Brittany that was a really awesome sermon! Thanks so much for sharing!
Thx for sharing that Brittany! A good reminder to unclutter all aspects of our lives!
I love this post!!! I have twin girls and have been having the same problems with them. They have way to much toys and they never clean their stuff up. THey now expect me to clean it and if they have toys and are done with them they just throw them on the ground. I have threatend them many times to take away a lot of their toys but have never done it…until this week. Earlier in the week I spent hours in their room organizing the toys and cleaning. By day three my kids had taken every toy out and their room was a disaster. They refused to clean up. Fed up I went in their and took about 50% of their stuff out. And it looks and feels so much better. I think they really like it as well because they are not so overwhelmed by all the stuff. THeir room has remained clean for several days now. I to feel like less is more. I am constantly cleaning and feel we have just to much so I am going through the entire house and trying to get rid of at least 50% of everything. The less their is the less their is to clean!!
My sentiments exactly! Thanks Sara! 🙂
Thanks so much for sharing this, Something we need to do I think
What will they get for Christmas or their birthdays?
Princess had her birthday while we were in Key West. We gave her a book and a dress, but her main gift was going on the trip. We haven’t thought much about Christmas yet, but I would like to make a dress for each of them, and Santa will probably bring one thing for each of them as well. We try to make Christmas about traditions and spending time together and giving back to other people anyway, so I’m not too worried about it.
We also found “experience gifts” are the way to go on birthdays and Christmas. This year we stayed at home for Christmas since we are Gazelle Intense (thank you Dave Ramsey and A Merry Different Christmas). Hopefully next Christmas our credit card debt will be a memory and we will take a trip to make a memory!

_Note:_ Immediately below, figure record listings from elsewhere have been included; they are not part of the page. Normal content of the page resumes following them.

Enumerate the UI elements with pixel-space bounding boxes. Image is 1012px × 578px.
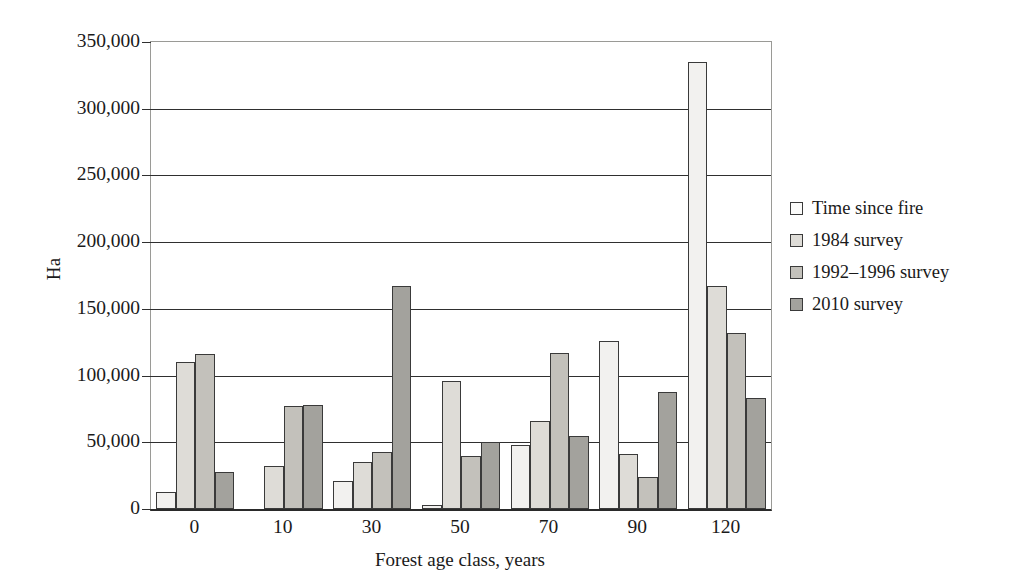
bar-chart: Ha 050,000100,000150,000200,000250,00030… — [0, 0, 1012, 578]
bar — [569, 436, 589, 509]
legend-swatch-icon — [790, 266, 803, 279]
legend-swatch-icon — [790, 234, 803, 247]
y-tick-mark — [142, 109, 151, 110]
bar — [511, 445, 531, 509]
bar — [442, 381, 462, 509]
bar — [688, 62, 708, 509]
bar-group — [422, 42, 500, 509]
bar — [156, 492, 176, 509]
y-tick-label: 350,000 — [55, 31, 150, 51]
y-tick-label: 0 — [55, 498, 150, 518]
y-tick-mark — [142, 509, 151, 510]
bar — [746, 398, 766, 509]
y-tick-label: 300,000 — [55, 98, 150, 118]
y-tick-label: 150,000 — [55, 298, 150, 318]
y-tick-label: 50,000 — [55, 432, 150, 452]
x-tick-label: 10 — [273, 516, 293, 538]
bar — [176, 362, 196, 509]
bar-group — [511, 42, 589, 509]
x-axis-title: Forest age class, years — [150, 549, 770, 571]
x-tick-label: 30 — [362, 516, 382, 538]
bar — [550, 353, 570, 509]
bar-group — [333, 42, 411, 509]
bar — [481, 442, 501, 509]
y-axis-tick-labels: 050,000100,000150,000200,000250,000300,0… — [55, 0, 150, 578]
bar — [422, 505, 442, 509]
bar — [707, 286, 727, 509]
bar-group — [245, 42, 323, 509]
bar — [195, 354, 215, 509]
legend-item[interactable]: Time since fire — [790, 192, 1005, 224]
legend-item[interactable]: 2010 survey — [790, 288, 1005, 320]
legend-swatch-icon — [790, 298, 803, 311]
x-tick-label: 90 — [627, 516, 647, 538]
bar — [461, 456, 481, 509]
y-tick-mark — [142, 242, 151, 243]
bar — [264, 466, 284, 509]
plot-area — [150, 41, 772, 511]
y-tick-mark — [142, 309, 151, 310]
bar — [333, 481, 353, 509]
bar — [530, 421, 550, 509]
bar — [727, 333, 747, 509]
bar — [353, 462, 373, 509]
legend-label: 1984 survey — [812, 231, 903, 250]
legend-label: 1992–1996 survey — [812, 263, 949, 282]
legend-label: 2010 survey — [812, 295, 903, 314]
y-tick-mark — [142, 376, 151, 377]
bar-group — [688, 42, 766, 509]
x-tick-label: 0 — [189, 516, 199, 538]
y-tick-mark — [142, 175, 151, 176]
bar — [303, 405, 323, 509]
y-tick-mark — [142, 442, 151, 443]
bar — [619, 454, 639, 509]
y-tick-label: 200,000 — [55, 231, 150, 251]
bar-group — [599, 42, 677, 509]
x-tick-label: 50 — [450, 516, 470, 538]
y-tick-mark — [142, 42, 151, 43]
bar — [599, 341, 619, 509]
chart-legend: Time since fire1984 survey1992–1996 surv… — [790, 192, 1005, 320]
y-tick-label: 250,000 — [55, 165, 150, 185]
x-tick-label: 70 — [539, 516, 559, 538]
bar — [284, 406, 304, 509]
bars-layer — [151, 42, 771, 509]
bar — [392, 286, 412, 509]
bar — [372, 452, 392, 509]
bar — [638, 477, 658, 509]
bar — [215, 472, 235, 509]
bar — [658, 392, 678, 509]
y-tick-label: 100,000 — [55, 365, 150, 385]
legend-swatch-icon — [790, 202, 803, 215]
legend-label: Time since fire — [812, 199, 923, 218]
x-tick-label: 120 — [711, 516, 740, 538]
legend-item[interactable]: 1984 survey — [790, 224, 1005, 256]
bar-group — [156, 42, 234, 509]
legend-item[interactable]: 1992–1996 survey — [790, 256, 1005, 288]
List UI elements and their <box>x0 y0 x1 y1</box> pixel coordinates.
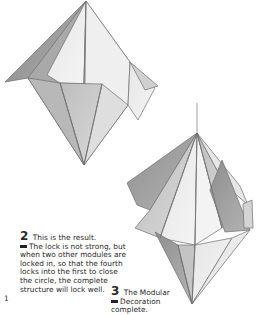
step-marker-icon <box>111 300 118 303</box>
step-marker-icon <box>20 245 27 248</box>
step-number: 2 <box>20 229 28 243</box>
step-3-caption: 3 The Modular Decoration complete. <box>111 286 191 315</box>
figure-3-modular-decoration <box>127 103 253 304</box>
page-number: 1 <box>4 294 9 303</box>
figure-2-origami-result <box>5 1 158 165</box>
step-number: 3 <box>111 284 119 298</box>
step-text: Decoration complete. <box>111 297 161 315</box>
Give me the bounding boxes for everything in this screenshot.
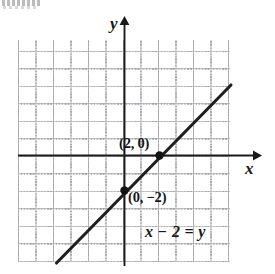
graph-figure: y x (2, 0) (0, −2) x − 2 = y xyxy=(0,0,275,274)
y-axis-label: y xyxy=(110,14,118,34)
equation-label: x − 2 = y xyxy=(145,223,206,241)
x-axis xyxy=(18,151,262,161)
y-axis-arrowhead-icon xyxy=(120,16,130,25)
x-axis-label: x xyxy=(245,159,254,179)
point-label-0-neg2: (0, −2) xyxy=(128,189,166,206)
data-point-2-0 xyxy=(155,151,163,159)
point-label-2-0: (2, 0) xyxy=(119,135,149,152)
x-axis-arrowhead-icon xyxy=(253,151,262,161)
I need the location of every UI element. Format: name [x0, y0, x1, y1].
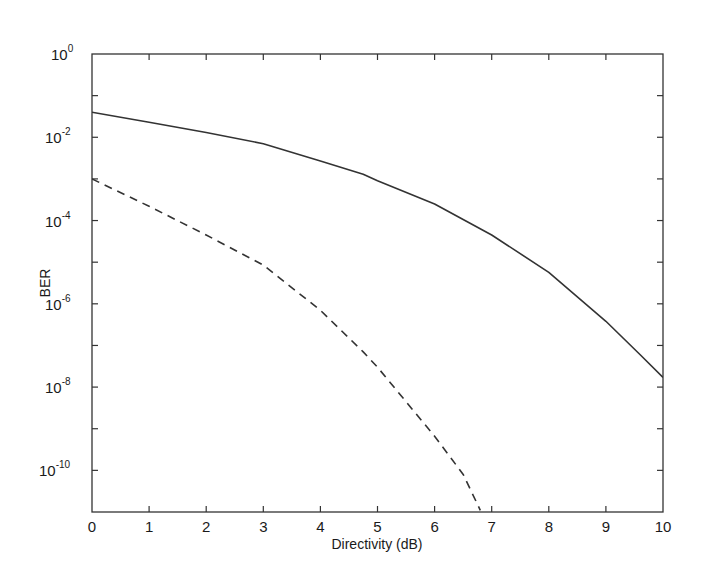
- x-tick-label: 4: [316, 518, 324, 535]
- x-tick-label: 8: [545, 518, 553, 535]
- x-tick-label: 10: [655, 518, 672, 535]
- data-series: [92, 112, 663, 510]
- x-axis-label: Directivity (dB): [331, 536, 422, 552]
- y-tick-label: 10-10: [39, 459, 71, 479]
- plot-frame: [92, 54, 663, 512]
- y-tick-label: 10-4: [45, 210, 71, 230]
- x-tick-label: 6: [430, 518, 438, 535]
- x-tick-label: 7: [488, 518, 496, 535]
- y-tick-label: 100: [51, 43, 74, 63]
- x-tick-label: 0: [88, 518, 96, 535]
- y-tick-label: 10-8: [45, 376, 71, 396]
- series-solid-line: [92, 112, 663, 377]
- ber-vs-directivity-chart: 012345678910 10010-210-410-610-810-10 Di…: [0, 0, 704, 579]
- y-axis-label: BER: [37, 269, 53, 298]
- x-tick-label: 1: [145, 518, 153, 535]
- y-tick-label: 10-2: [45, 126, 71, 146]
- x-tick-label: 9: [602, 518, 610, 535]
- x-tick-label: 2: [202, 518, 210, 535]
- series-dashed-line: [92, 179, 480, 510]
- x-tick-label: 5: [373, 518, 381, 535]
- x-tick-label: 3: [259, 518, 267, 535]
- y-axis-ticks: 10010-210-410-610-810-10: [39, 43, 663, 479]
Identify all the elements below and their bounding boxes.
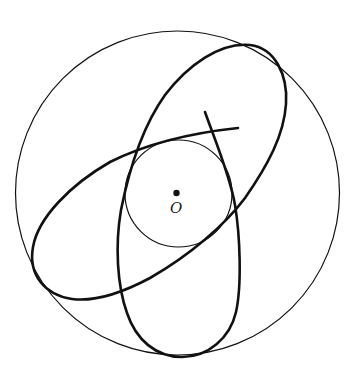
center-point-o [173, 190, 179, 196]
orbit-diagram [0, 0, 351, 372]
center-label-o: O [170, 201, 182, 216]
orbit-curve [32, 45, 286, 357]
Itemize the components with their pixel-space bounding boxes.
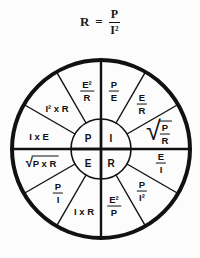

Great post. I agree with a lot of what you said. I know that was a bold move, and probably not an easy one to do. I agree also with what you said about stuff in itself is not bad, but the pursuit of more is the problem. Over the past couple of years we have worked to reduce our kids stuff as well, along with technology. It’s amazing even with all the toys around, they prefer to play with a something that maybe would otherwise be labelled trash for lack of a better term. My only question is I wonder if kids have a heart change because of something like this, or is it just a behavior modification. I guess the jury is still out on that. Also, how do your kids “earn it back”? Is it a good behavior award? Just curious. Thanks for sharing your honesty in this post. I enjoyed reading it.
Thanks BG. At this point I don’t know whether it is a “true” change of heart but I guess I’ll take what I can get. We use a diamond jar reward system. They can earn diamonds for doing something helpful or reading or trying hard in school or learning their memory work, and once they have earned 10 diamonds they can get one toy back.
We were planning a move about 18 months ago- to save my sanity while the house was for sale, I sold or gave away 95% of their toys. I caught so much slack from my mom friends, telling me how that was cruel and unfair for my children to have no toys to play with.
Much like your children, mine LOVED the freedom! There was no more arguing for a clean room. There was no more stuff scattered throughout the house.
Plans changed, and we didn’t move as planned. Christmas, birthdays, and other holidays have seen a steady influx of toys back into the house. Thanks for the encouragement that it’s time for a major purge again!
I know Andrea, I didn’t even address how much EASIER it is to keep my house clean without having to pick up a gazillion toys each day! 🙂 Good luck with your purge!